Is there a way to fail to compile code because it is not wrapped in a macro? For example:
struct MyStruct(i32);
fn main() {
allow! {
// this would be fine because it is inside my special `allow` macro
let my_struct = MyStruct(100);
}
// but this would fail at compile time because it is not
let my_struct = MyStruct(100);
}
I don't think that there's any way to do this currently, and there's no plausible reason why you'd do this; could you please expand why you may want to do this?
PS you could always make the structure name a macro...
PS you could always make the structure name a macro…
I would be doing multiple operations that all require the same constraint inside the macro, but just simplified it for the example.
there’s no plausible reason why you’d do this
I'm not so sure. Consider going across a ffi boundry that requires to you initialize something before and clean it up after. Right now, it would look something like this:
struct Guard;
impl Guard { fn new() -> Self { Guard } } // do some "before stuff" here
struct MyStruct<'a>(&'a Guard, i32);
fn main() {
let guard = Guard::new();
// the reference to guard that MyStruct owns ensures the "before stuff" was done
let my_struct = MyStruct(&guard, 100);
// impl `std::ops::drop` for `Guard` for some "after stuff"
}
But as you can see, if I could make some macro like I mentioned, it would clean this up a lot and be pretty cool :D.
Yeah that is a cool idea, but it would still require me to mark my public interface to be unsafe because it wouldn't stop users to create a MyStruct(100); outside of the fn ffi_boundary(). I like the idea though.
I made it hold a reference to the guard so trickery can't be used to pass it outside the closure (possible in safe-code with catch_unwind otherwise) and make takes the Factory by value so it can only be called once.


● **Activity**: Below are records; how many of their lines contain "Rough"? Give the number and no other words.

##########

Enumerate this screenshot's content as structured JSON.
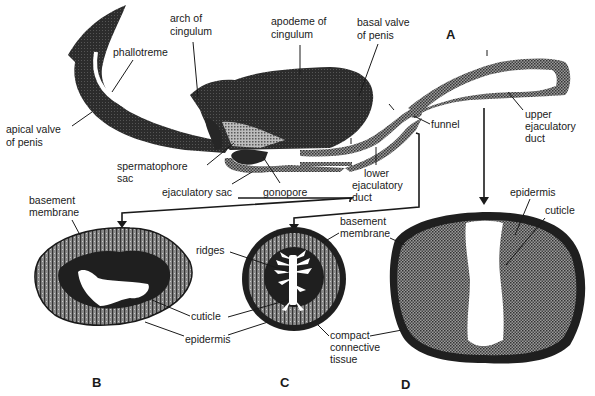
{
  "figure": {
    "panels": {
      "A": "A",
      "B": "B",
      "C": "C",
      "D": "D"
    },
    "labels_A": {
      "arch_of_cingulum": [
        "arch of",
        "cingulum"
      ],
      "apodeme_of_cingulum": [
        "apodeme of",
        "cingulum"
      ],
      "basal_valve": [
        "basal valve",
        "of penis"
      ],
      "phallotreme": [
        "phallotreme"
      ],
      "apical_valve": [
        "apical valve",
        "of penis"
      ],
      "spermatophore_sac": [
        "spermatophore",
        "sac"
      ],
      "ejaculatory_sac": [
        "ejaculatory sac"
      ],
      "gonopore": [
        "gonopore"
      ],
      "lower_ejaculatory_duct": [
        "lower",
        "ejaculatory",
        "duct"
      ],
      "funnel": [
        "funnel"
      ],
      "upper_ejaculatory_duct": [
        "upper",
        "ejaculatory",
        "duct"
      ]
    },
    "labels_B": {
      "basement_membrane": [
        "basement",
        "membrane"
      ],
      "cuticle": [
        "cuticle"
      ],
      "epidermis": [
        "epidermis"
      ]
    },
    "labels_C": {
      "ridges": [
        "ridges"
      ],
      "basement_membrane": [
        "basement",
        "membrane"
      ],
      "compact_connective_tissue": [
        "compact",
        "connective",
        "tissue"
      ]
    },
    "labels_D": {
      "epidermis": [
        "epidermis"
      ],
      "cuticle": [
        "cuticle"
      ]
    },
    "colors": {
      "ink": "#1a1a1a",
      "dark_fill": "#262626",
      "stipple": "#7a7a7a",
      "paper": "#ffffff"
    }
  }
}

##########

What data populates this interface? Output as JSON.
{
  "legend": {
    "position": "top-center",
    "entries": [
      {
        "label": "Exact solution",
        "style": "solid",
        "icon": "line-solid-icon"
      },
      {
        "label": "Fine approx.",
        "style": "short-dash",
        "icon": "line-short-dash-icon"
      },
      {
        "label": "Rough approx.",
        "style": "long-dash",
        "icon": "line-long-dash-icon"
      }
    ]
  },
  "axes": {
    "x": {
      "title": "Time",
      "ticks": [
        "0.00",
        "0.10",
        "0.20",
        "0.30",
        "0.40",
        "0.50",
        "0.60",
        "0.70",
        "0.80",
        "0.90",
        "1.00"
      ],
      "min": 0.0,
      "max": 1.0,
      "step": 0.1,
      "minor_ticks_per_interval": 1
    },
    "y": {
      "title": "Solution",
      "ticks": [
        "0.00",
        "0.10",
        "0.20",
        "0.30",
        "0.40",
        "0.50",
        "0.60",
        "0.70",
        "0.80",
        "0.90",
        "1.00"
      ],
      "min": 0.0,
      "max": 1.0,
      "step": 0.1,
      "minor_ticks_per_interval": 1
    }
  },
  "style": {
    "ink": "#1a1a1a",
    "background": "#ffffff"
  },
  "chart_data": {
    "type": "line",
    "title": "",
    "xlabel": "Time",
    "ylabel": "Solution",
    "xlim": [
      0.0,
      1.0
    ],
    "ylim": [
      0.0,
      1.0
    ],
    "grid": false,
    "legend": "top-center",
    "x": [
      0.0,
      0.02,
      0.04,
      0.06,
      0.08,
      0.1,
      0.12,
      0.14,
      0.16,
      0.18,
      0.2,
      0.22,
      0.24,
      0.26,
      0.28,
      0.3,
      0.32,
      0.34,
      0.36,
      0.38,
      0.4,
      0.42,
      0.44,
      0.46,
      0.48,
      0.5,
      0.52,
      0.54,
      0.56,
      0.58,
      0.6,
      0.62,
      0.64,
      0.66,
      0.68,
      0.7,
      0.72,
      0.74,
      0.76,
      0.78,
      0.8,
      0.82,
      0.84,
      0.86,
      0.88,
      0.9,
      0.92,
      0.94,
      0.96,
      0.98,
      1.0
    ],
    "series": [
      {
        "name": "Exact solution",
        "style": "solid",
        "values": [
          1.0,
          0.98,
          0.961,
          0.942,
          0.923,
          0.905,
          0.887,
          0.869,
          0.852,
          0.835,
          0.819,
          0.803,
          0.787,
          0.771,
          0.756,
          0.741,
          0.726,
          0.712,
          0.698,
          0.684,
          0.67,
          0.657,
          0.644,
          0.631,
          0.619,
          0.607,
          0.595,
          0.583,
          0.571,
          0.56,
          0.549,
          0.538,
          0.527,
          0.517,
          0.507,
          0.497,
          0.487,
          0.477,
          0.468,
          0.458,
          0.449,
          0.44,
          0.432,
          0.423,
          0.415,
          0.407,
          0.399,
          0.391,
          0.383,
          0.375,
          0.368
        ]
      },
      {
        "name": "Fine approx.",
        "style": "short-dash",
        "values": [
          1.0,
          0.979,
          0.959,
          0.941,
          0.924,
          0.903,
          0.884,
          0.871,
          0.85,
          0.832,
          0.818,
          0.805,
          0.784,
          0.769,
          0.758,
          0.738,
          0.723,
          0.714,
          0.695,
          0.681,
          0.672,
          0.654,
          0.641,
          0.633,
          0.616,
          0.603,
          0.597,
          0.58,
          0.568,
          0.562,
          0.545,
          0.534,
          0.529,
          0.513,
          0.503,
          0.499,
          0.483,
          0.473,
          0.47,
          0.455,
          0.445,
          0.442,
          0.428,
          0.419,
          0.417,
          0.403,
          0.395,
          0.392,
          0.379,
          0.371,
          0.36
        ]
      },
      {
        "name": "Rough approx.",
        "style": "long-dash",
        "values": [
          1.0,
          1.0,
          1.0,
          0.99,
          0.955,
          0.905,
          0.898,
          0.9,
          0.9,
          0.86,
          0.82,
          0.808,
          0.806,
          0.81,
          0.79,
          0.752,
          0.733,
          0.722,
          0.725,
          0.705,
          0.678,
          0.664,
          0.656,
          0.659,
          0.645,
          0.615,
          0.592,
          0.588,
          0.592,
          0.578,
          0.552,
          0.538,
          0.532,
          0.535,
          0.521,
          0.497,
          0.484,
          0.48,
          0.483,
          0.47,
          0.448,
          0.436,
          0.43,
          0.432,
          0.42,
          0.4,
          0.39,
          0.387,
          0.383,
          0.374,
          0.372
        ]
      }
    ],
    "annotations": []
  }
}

##########

● **Exercise output**: 2